Developers who integrate Claude into their daily workflows have likely noticed a subtle but persistent shift in API responsiveness and rate limits over the last few months. This friction is the visible symptom of a massive underlying tension: the explosive growth of AI traffic is currently outpacing the physical hardware available to process it. As the demand for high-reasoning models moves from experimental prompts to production-grade enterprise pipelines, the bottleneck has shifted from algorithmic efficiency to raw electrical and computational capacity.

The Multi-Gigawatt Blueprint for 2027

On April 6, Anthropic announced a massive infrastructure expansion through a supply agreement with Google and Broadcom for several gigawatts of next-generation Tensor Processing Units (TPUs). This hardware rollout is scheduled to begin sequentially starting in 2027. According to Anthropic CFO Krishna Rao, this partnership represents a systematic approach to infrastructure expansion designed to meet the exponential growth of the company's customer base and ensure Claude remains at the forefront of AI development.

The scale of this expansion is driven by staggering financial growth. Anthropic's annualized revenue has now surpassed 30 billion dollars, a massive leap from the approximately 9 billion dollars reported at the end of 2025. This growth is mirrored in the enterprise sector. In February, during the announcement of its Series G funding, the company reported 500 corporate clients spending over 1 million dollars annually. That number has since doubled to over 1,000 clients in just two months.

Most of this new computing power will be deployed within the United States, significantly expanding upon the 50 billion dollar US computing infrastructure investment plan Anthropic pledged in November 2025. This agreement deepens existing ties with Broadcom and builds upon the TPU expansion collaboration with Google Cloud announced in October 2025. To maintain operational flexibility, Anthropic continues to employ a diversified hardware strategy, utilizing AWS Trainium, Google TPU, and NVIDIA GPU across its training and inference workloads. This multi-chip approach allows the company to assign specific workloads to the most efficient silicon available. While Amazon remains a primary cloud provider and training partner through Project Rainier, Claude stands as the only frontier AI model available across all three major cloud platforms: Amazon Bedrock, Google Vertex AI, and Microsoft Azure Foundry.

From Text Generation to Visual Agency

While the TPU deal addresses the physical constraints of the future, Anthropic is simultaneously shifting the functional scope of its models. The company recently launched Claude Design, a research product that moves the model beyond the chat box. Claude Design allows users to collaborate with the AI to produce visual outputs, including prototypes, presentation slides, and one-page documents. This marks a transition from a model that describes a design to a model that actively constructs the visual asset.

This expansion into visual work is supported by updates to the latest Opus model, which now demonstrates enhanced capabilities in coding, autonomous agentic behavior, vision, and multi-step task execution. The goal is to provide more consistent and thorough results for mission-critical enterprise tasks that require high reliability. The synergy between the new hardware and the new capabilities is clear: agentic workflows and visual generation require significantly more compute per request than simple text completion.

By diversifying its hardware stack across TPUs, Trainiums, and GPUs, Anthropic is effectively hedging against the supply chain volatility that has plagued the AI industry. The ability to shift workloads between different chip architectures ensures that a shortage in one vendor's pipeline does not result in a service outage for its 1,000 largest customers. The transition from a 9 billion dollar revenue run rate to 30 billion dollars indicates that Claude has moved past the phase of being a challenger model and is now operating as a piece of critical industrial infrastructure.

The scale of this investment signals the end of the experimental era for frontier models and the beginning of the AI utility age.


### PROBLEM:
Using the data below, report how many lines hold the word "Assistance". Include nothing else in the reply.

── THE DATA ──

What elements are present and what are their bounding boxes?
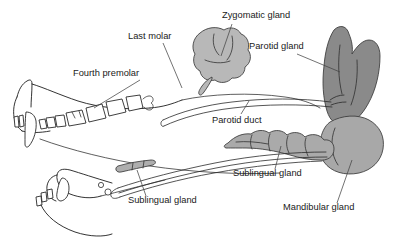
parotid-gland [323, 27, 380, 126]
salivary-gland-diagram: Zygomatic gland Parotid gland Last molar… [0, 0, 398, 247]
label-parotid-gland: Parotid gland [249, 41, 304, 51]
figure-canvas: Zygomatic gland Parotid gland Last molar… [0, 0, 398, 247]
leader-sublingual-lower [137, 170, 146, 196]
label-sublingual-gland-upper: Sublingual gland [233, 168, 302, 178]
sublingual-gland-chain [224, 130, 334, 160]
label-last-molar: Last molar [128, 31, 171, 41]
label-fourth-premolar: Fourth premolar [73, 68, 139, 78]
leader-last-molar [163, 43, 182, 88]
label-parotid-duct: Parotid duct [212, 115, 262, 125]
sublingual-gland-rostral [116, 160, 156, 172]
label-zygomatic-gland: Zygomatic gland [222, 10, 290, 20]
leader-lines [94, 24, 352, 203]
label-mandibular-gland: Mandibular gland [283, 202, 354, 212]
label-sublingual-gland-lower: Sublingual gland [128, 195, 197, 205]
leader-parotid-duct [241, 101, 249, 114]
zygomatic-gland [193, 28, 250, 95]
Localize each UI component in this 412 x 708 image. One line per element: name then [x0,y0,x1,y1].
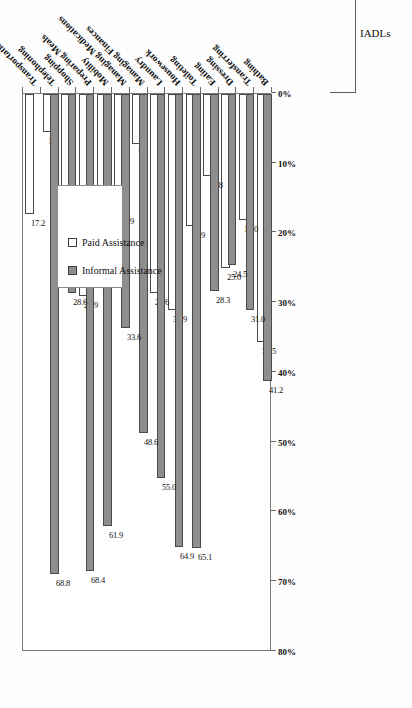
axis-tick-label: 70% [278,577,296,587]
bar-informal-dressing [228,94,237,265]
value-label: 17.2 [31,218,45,228]
legend-label: Informal Assistance [82,265,162,276]
axis-tick [271,441,276,442]
group-bracket-iadls [330,0,356,93]
value-label: 68.8 [56,578,70,588]
category-tick [218,87,219,93]
value-label: 48.6 [144,437,158,447]
value-label: 28.3 [216,295,230,305]
legend-swatch-informal-icon [68,266,77,275]
bar-informal-mobility [103,94,112,526]
value-label: 28.6 [73,298,87,308]
value-label: 33.6 [127,332,141,342]
category-tick [200,87,201,93]
category-tick [164,87,165,93]
category-tick [58,87,59,93]
value-label: 68.4 [91,575,105,585]
value-label: 61.9 [109,530,123,540]
category-tick [111,87,112,93]
axis-tick [271,301,276,302]
bar-informal-telephoning [50,94,59,574]
axis-tick [271,232,276,233]
legend-item-paid: Paid Assistance [68,237,145,248]
bar-informal-eating [210,94,219,291]
value-label: 55.0 [162,482,176,492]
category-tick [271,87,272,93]
bar-informal-laundry [157,94,166,478]
value-label: 31.0 [251,314,265,324]
category-tick [147,87,148,93]
category-tick [129,87,130,93]
bar-informal-toileting [192,94,201,548]
axis-tick-label: 80% [278,647,296,657]
bar-informal-housework [175,94,184,547]
axis-tick [271,650,276,651]
value-label: 65.1 [198,552,212,562]
category-axis: BathingTransferringDressingEatingToileti… [22,0,282,93]
legend-label: Paid Assistance [82,237,145,248]
chart-page: 35.541.218.031.025.024.511.828.318.965.1… [0,0,412,708]
bar-informal-managing-finances [139,94,148,433]
axis-tick-label: 60% [278,508,296,518]
bar-informal-preparing-meals [86,94,95,571]
chart-legend: Informal AssistancePaid Assistance [57,185,123,288]
bar-paid-transportation [25,94,34,214]
legend-item-informal: Informal Assistance [68,265,162,276]
group-brackets: n = 285 ADLsIADLs [330,51,410,651]
category-tick [253,87,254,93]
group-label-iadls: IADLs [360,27,391,39]
axis-tick-label: 50% [278,438,296,448]
value-label: 24.5 [233,269,247,279]
axis-tick [271,371,276,372]
category-tick [75,87,76,93]
axis-tick [271,580,276,581]
category-tick [182,87,183,93]
axis-tick [271,162,276,163]
axis-tick-label: 30% [278,298,296,308]
axis-tick-label: 10% [278,159,296,169]
category-tick [22,87,23,93]
plot-area: 35.541.218.031.025.024.511.828.318.965.1… [22,93,271,651]
axis-tick [271,511,276,512]
legend-swatch-paid-icon [68,238,77,247]
value-label: 64.9 [180,551,194,561]
axis-tick-label: 20% [278,229,296,239]
category-tick [93,87,94,93]
category-tick [40,87,41,93]
axis-tick-label: 40% [278,368,296,378]
category-tick [235,87,236,93]
rotated-figure: 35.541.218.031.025.024.511.828.318.965.1… [0,0,412,708]
value-axis: 80%70%60%50%40%30%20%10%0% [271,93,311,651]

───

### SOLUTION:
5